If You Do Take It: How to Make Sure It Actually Pays Off Later
- Document everything as you go. Keep a running list of what you built, metrics you moved, and problems you solved — not at the end, but weekly. This becomes your resume bullet points and interview stories later.
- Get your outcomes in writing before you leave, even informally over email — "Just to summarize, over these 3 months I handled X, contributed to Y, and the team said Z about my work." This protects you if the promised recommendation letter never materializes.
- Convert the experience into a portfolio piece immediately, while it's fresh — don't wait until placement season to write it up.
- Keep applying elsewhere while you intern, especially if the unpaid role has no clear PPO path. An internship should never fully pause your job search unless conversion is genuinely likely.

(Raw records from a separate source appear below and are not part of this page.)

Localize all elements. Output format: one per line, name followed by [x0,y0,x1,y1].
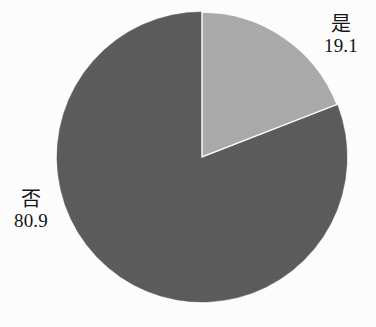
pie-chart: 是 19.1 否 80.9 [0,0,376,327]
pie-label-yes: 是 19.1 [306,14,376,56]
pie-label-no-value: 80.9 [0,211,62,232]
pie-label-no: 否 80.9 [0,189,62,231]
pie-label-yes-value: 19.1 [306,36,376,57]
pie-label-no-category: 否 [0,189,62,211]
pie-label-yes-category: 是 [306,14,376,36]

Once your internship wraps up, don't let the resume-building stop there. Saarthi's 10 resume tips for entry-level job seekers will help you translate even an unpaid internship into language that actually gets shortlisted, and the LinkedIn profile guide covers how to showcase it so recruiters find you organically.
Frequently Asked Questions
Are unpaid internships common in India?
Yes, particularly in journalism, media, NGOs, early-stage startups, and law. In tech, marketing, and finance at established companies, paid internships (even if modest) are far more standard — so an unpaid offer in those fields deserves closer scrutiny.

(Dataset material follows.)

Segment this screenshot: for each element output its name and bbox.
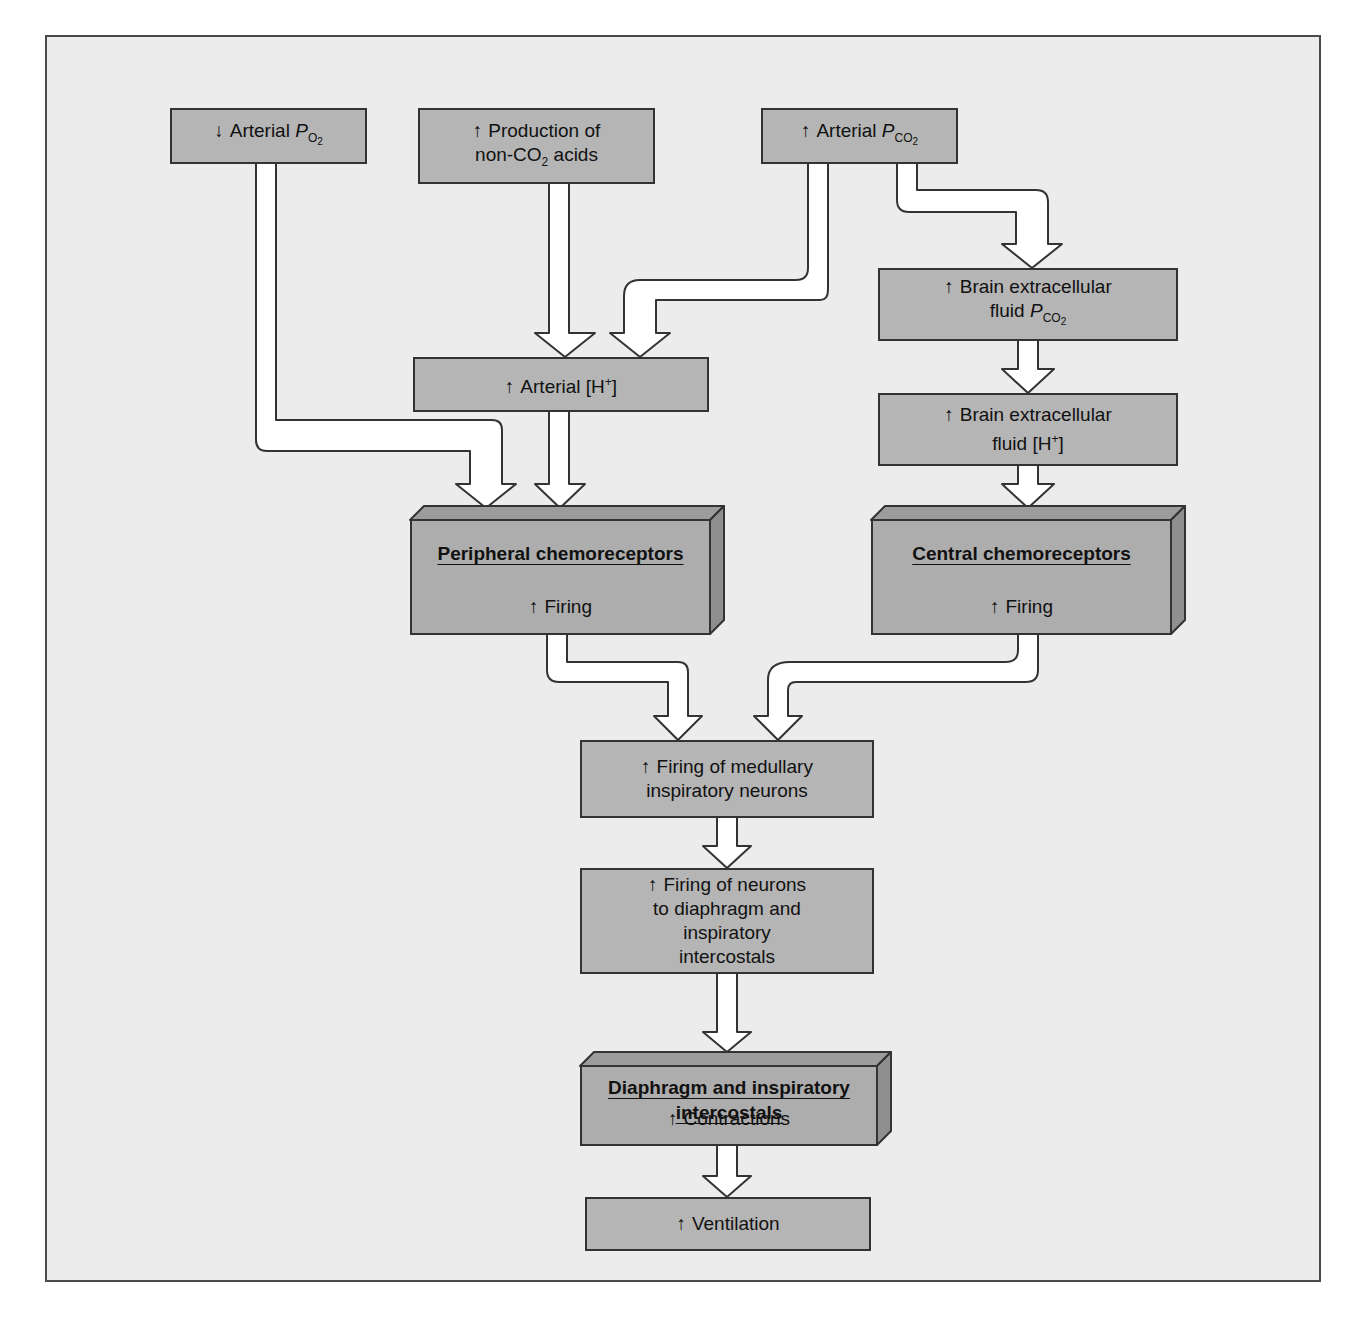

Can I get college credit for an unpaid internship?
Usually yes, since academic credit is tied to the learning outcomes and duration your college approves, not to whether you were paid. Check with your internship coordinator before starting so the format and paperwork match what your department requires.
Do unpaid internships count as real work experience for placements?

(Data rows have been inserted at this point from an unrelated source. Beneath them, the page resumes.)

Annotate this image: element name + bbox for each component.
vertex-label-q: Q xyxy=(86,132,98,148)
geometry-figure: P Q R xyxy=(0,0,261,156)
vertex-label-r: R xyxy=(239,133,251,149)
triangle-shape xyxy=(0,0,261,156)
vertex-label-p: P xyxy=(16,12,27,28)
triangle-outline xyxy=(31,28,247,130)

Yes, as long as you can describe concrete responsibilities and outcomes — recruiters generally care about what you did and what you can show, not whether the internship was paid. For a broader picture of how placement hiring works beyond just campus programs — where most fresher offers actually come from today — see our off-campus placement 2026 complete guide.
Is it okay to ask about stipend during the interview?
Yes. Asking "Is there a stipend for this role?" is a completely normal question and doesn't hurt your chances if asked professionally, ideally once you've shown genuine interest in the role itself first.
How do I find paid internships instead of settling for unpaid ones?
Filter specifically for stipend range, rather than browsing generic listings — Saarthi's internship section lets you filter by paid vs. unpaid, work mode, and location so you're not stuck evaluating unpaid offers by default. It's also worth reading through 12 essential tips to secure an online internship and the complete guide to online internships for college students, both of which cover how to spot legitimate paid opportunities early in your search.
Whether you end up taking a paid or unpaid internship, the goal is the same — walk away with proof you can show a recruiter. Browse verified internships, off-campus drives, and fresher jobs across India on Saarthi, or explore more career guidance on the Saarthi blog.